"It is vital we train our staff to recognise the full picture of abuse"
The Crown Prosecution Service will roll out new training on “honour” based abuse as part of its new five-year Violence Against Women and Girls (VAWG) strategy.
The training is to help staff recognise the “wide spectrum of abuse” in cases involving violence against women.
Data found that 93.5% of “honour” crime charges were linked to domestic abuse, alongside 35.1% of rape charges, 82.8% of stalking charges, and 85.6% of image-based sexual abuse charges.
Stephen Parkinson, the director of public prosecutions, said: “The nature of violence against women and girls continues to evolve and although it is true that people are more aware of the wide spectrum of abuse, it is not sufficiently appreciated that abuse often involves different layers of offending.
“It is our responsibility to present to the court the full picture of criminality that occurs, so that courts can sentence appropriately.
“All too often, in what is presented as a domestic abuse case involving physical violence, we see many layers including strangulation, controlling or coercive behaviour and revenge porn.
“It is vital we train our staff to recognise the full picture of abuse so the charges we make reflect the totality of the offending.”
There will also be training on forced marriage, female genital mutilation, and stalking and harassment. The CPS will also develop a stalking action plan that includes cyberstalking.
The strategy also confirms that the CPS will embed academic research on the overlap between domestic abuse and sexual offences.
Dedicated victim liaison officers will be installed in rape and serious sexual offences units. Adult victims of sexual offences will be offered pre-trial meetings under the new measures.
The CPS will also provide an enhanced service for high-risk domestic abuse victims and survivors. Annual national scrutiny panels will examine rape, honour-based abuse and modern slavery.
Ellie Reeves, the solicitor general, welcomed the strategy and said:
“I think it’s really important the strategy is raising the standards of communications in the CPS, and the report, the strategy is quite honest about the fact the CPS hadn’t always got this right.

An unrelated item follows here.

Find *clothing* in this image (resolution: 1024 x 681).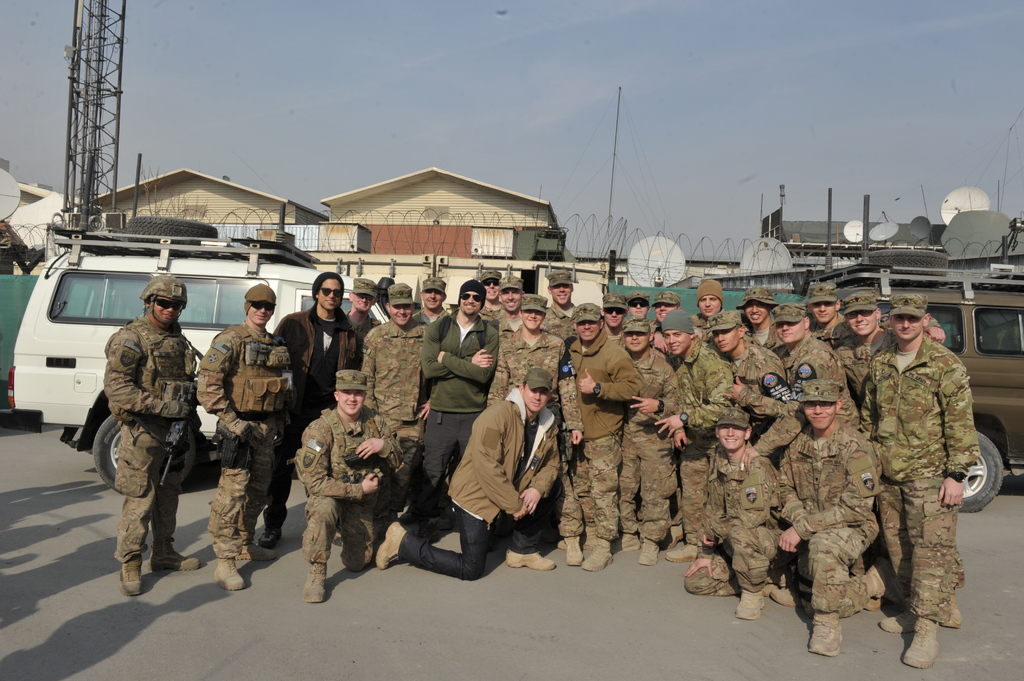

“Communications with victims have often lacked empathy and not [been] of a consistently high standard, and one of the things this strategy draws out is that determination to improve those communications and drive up those standards.
“These crimes are often complex and often interconnected, and that’s why it’s really important that this strategy recognises that complexity and interconnectedness.”
Baljit Ubhey, the director of policy and the senior responsible officer for the CPS’s VAWG strategy, said the rise in suspected suicides linked to domestic abuse was a critical concern.
Ubhey said:
“We absolutely do need to be more curious, and think: can we build those cases?”
“In complex cases like this, where the family may suspect that this isn’t a suicide, we absolutely want the police to come to us really soon so we can start exploring all those lines of inquiry, because you can tell that story, and if the evidence is there, then we would absolutely, absolutely prosecute that.”
When asked whether ministers would consider new legislation to make prosecutions easier after a domestic-abuse-related death, Reeves said this was “a really important area that needs some thinking about”.
The crown court backlog in England and Wales has reached a record high of more than 78,000 cases, with some trials listed as far ahead as 2029.
Ubhey added: “We can’t magic away the delay.”
Parkinson said improved understanding of how different types of abuse intersect could help reduce crime in the long term:
“It is only by doing this and ensuring that perpetrators face the full force of the law that we will get the message through, especially to younger men and boys, and we will start to see progress in reducing these crimes.”